I’d be interested to hear what arguments/the best case you’ve heard in your conversations about why the AI security folks are wrong and AGI is not, in principle, such a risk. I am looking for the best case against AGI X-Risk, since many professional AI researchers seem to hold this view, mostly without writing down their reasons which might be really relevant to the discussion
I’m obviously heavily biased here because I think AI does pose a relevant risk.
I think the arguments that people made were usually along the lines of “AI will stay controllable; it’s just a tool”, “We have fixed big problems in the past, we’ll fix this one too”, “AI just won’t be capable enough; it’s just hype at the moment and transformer-based systems still have many failure modes”, “Improvements in AI are not that fast, so we have enough time to fix them”.
However, I think that most of the dismissive answers are based on vibes rather than sophisticated responses to the arguments made by AI safety folks.
I’d be interested to hear what arguments/the best case you’ve heard in your conversations about why the AI security folks are wrong and AGI is not, in principle, such a risk. I am looking for the best case against AGI X-Risk, since many professional AI researchers seem to hold this view, mostly without writing down their reasons which might be really relevant to the discussion
I’m obviously heavily biased here because I think AI does pose a relevant risk.
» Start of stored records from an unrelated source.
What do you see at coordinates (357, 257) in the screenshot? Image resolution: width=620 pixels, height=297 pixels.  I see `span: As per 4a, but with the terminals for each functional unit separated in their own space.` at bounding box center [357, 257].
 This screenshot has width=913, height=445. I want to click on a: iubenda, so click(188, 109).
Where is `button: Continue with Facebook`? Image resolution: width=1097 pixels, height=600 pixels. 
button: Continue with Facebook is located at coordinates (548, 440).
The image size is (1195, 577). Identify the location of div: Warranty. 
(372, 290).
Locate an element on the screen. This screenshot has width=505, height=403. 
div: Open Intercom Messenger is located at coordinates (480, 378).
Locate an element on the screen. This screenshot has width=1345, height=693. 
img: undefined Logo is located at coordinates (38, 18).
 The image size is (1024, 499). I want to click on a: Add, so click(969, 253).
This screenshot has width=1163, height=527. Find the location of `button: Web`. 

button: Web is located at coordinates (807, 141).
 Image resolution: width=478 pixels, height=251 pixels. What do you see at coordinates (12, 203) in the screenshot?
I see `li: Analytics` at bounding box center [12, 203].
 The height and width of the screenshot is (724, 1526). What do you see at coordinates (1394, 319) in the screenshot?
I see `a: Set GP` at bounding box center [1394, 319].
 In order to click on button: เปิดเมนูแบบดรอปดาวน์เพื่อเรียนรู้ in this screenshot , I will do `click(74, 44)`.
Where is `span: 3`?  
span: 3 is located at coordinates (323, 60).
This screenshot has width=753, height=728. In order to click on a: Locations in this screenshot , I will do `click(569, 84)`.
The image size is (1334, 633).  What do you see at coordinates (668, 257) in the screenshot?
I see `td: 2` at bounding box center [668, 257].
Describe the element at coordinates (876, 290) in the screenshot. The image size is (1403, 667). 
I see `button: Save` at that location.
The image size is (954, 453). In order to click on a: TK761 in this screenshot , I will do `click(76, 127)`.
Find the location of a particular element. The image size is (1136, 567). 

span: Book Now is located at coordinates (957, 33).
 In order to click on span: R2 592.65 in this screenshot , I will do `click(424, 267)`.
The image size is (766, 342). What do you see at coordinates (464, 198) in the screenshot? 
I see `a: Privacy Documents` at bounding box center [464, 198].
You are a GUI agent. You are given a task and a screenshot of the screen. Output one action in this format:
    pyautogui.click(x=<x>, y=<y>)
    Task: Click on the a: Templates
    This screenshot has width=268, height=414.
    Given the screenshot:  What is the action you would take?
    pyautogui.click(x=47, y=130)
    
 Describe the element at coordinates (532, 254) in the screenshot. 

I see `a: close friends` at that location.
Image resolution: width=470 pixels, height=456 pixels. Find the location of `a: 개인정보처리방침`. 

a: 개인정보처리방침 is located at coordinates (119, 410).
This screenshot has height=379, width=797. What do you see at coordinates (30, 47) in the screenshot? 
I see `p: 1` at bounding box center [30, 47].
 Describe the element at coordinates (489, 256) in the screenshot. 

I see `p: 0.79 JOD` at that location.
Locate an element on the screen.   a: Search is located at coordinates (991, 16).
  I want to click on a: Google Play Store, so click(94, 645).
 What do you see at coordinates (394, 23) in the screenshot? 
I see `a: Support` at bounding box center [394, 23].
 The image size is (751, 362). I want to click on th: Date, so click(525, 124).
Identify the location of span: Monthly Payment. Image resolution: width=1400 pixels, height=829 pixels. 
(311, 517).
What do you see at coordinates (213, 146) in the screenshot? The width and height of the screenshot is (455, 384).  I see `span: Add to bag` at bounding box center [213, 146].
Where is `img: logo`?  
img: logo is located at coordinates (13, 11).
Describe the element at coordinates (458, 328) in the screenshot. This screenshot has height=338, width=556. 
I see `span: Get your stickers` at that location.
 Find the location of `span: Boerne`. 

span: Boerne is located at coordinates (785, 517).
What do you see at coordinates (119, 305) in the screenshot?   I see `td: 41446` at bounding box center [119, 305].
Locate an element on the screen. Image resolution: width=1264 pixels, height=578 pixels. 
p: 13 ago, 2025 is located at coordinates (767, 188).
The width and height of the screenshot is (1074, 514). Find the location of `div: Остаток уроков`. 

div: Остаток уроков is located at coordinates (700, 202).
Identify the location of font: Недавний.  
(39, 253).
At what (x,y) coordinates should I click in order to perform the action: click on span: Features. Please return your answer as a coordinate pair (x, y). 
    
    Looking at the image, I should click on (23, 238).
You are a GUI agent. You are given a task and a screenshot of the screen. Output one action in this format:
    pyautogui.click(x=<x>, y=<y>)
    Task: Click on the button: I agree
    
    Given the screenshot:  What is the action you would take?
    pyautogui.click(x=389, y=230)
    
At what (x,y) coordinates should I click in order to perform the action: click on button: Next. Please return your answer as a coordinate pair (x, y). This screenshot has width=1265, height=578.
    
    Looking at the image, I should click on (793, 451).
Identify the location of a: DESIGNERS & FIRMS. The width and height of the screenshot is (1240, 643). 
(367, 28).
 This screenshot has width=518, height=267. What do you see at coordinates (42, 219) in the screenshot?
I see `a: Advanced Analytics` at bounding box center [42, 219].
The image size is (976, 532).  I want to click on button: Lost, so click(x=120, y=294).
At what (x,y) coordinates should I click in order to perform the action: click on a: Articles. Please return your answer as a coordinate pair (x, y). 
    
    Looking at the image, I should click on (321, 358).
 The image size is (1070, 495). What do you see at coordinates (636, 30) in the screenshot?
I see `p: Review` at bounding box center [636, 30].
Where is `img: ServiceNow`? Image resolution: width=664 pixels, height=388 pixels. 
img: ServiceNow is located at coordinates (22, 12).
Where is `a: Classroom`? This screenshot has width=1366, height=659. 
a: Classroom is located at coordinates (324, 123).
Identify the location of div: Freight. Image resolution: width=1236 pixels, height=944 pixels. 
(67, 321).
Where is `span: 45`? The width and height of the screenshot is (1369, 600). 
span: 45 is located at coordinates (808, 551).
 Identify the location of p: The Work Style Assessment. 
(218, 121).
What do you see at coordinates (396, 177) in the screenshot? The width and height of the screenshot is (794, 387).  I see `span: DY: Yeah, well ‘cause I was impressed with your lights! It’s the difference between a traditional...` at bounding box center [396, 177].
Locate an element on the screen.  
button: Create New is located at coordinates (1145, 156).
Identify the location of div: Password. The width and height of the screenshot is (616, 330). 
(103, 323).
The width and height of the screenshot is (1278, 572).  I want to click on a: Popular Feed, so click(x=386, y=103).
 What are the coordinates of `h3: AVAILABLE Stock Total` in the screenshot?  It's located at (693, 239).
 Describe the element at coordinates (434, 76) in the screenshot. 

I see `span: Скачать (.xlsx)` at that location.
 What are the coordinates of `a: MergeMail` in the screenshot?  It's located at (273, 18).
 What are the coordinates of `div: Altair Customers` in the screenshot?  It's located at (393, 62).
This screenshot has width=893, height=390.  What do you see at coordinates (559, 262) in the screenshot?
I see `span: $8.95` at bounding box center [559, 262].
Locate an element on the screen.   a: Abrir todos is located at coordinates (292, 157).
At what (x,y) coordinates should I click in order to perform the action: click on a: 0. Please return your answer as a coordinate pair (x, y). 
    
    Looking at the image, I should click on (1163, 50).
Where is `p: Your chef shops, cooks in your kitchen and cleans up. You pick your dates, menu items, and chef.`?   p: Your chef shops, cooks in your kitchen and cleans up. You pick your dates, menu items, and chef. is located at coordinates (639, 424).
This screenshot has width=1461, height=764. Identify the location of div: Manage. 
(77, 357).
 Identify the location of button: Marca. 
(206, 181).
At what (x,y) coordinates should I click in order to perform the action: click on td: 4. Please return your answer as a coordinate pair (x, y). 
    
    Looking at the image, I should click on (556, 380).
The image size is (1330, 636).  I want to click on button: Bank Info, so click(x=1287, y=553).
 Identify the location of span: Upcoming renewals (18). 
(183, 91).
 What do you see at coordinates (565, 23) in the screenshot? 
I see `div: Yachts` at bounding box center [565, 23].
I think the arguments that people made were usually along the lines of “AI will stay controllable; it’s just a tool”, “We have fixed big problems in the past, we’ll fix this one too”, “AI just won’t be capable enough; it’s just hype at the moment and transformer-based systems still have many failure modes”, “Improvements in AI are not that fast, so we have enough time to fix them”.
However, I think that most of the dismissive answers are based on vibes rather than sophisticated responses to the arguments made by AI safety folks.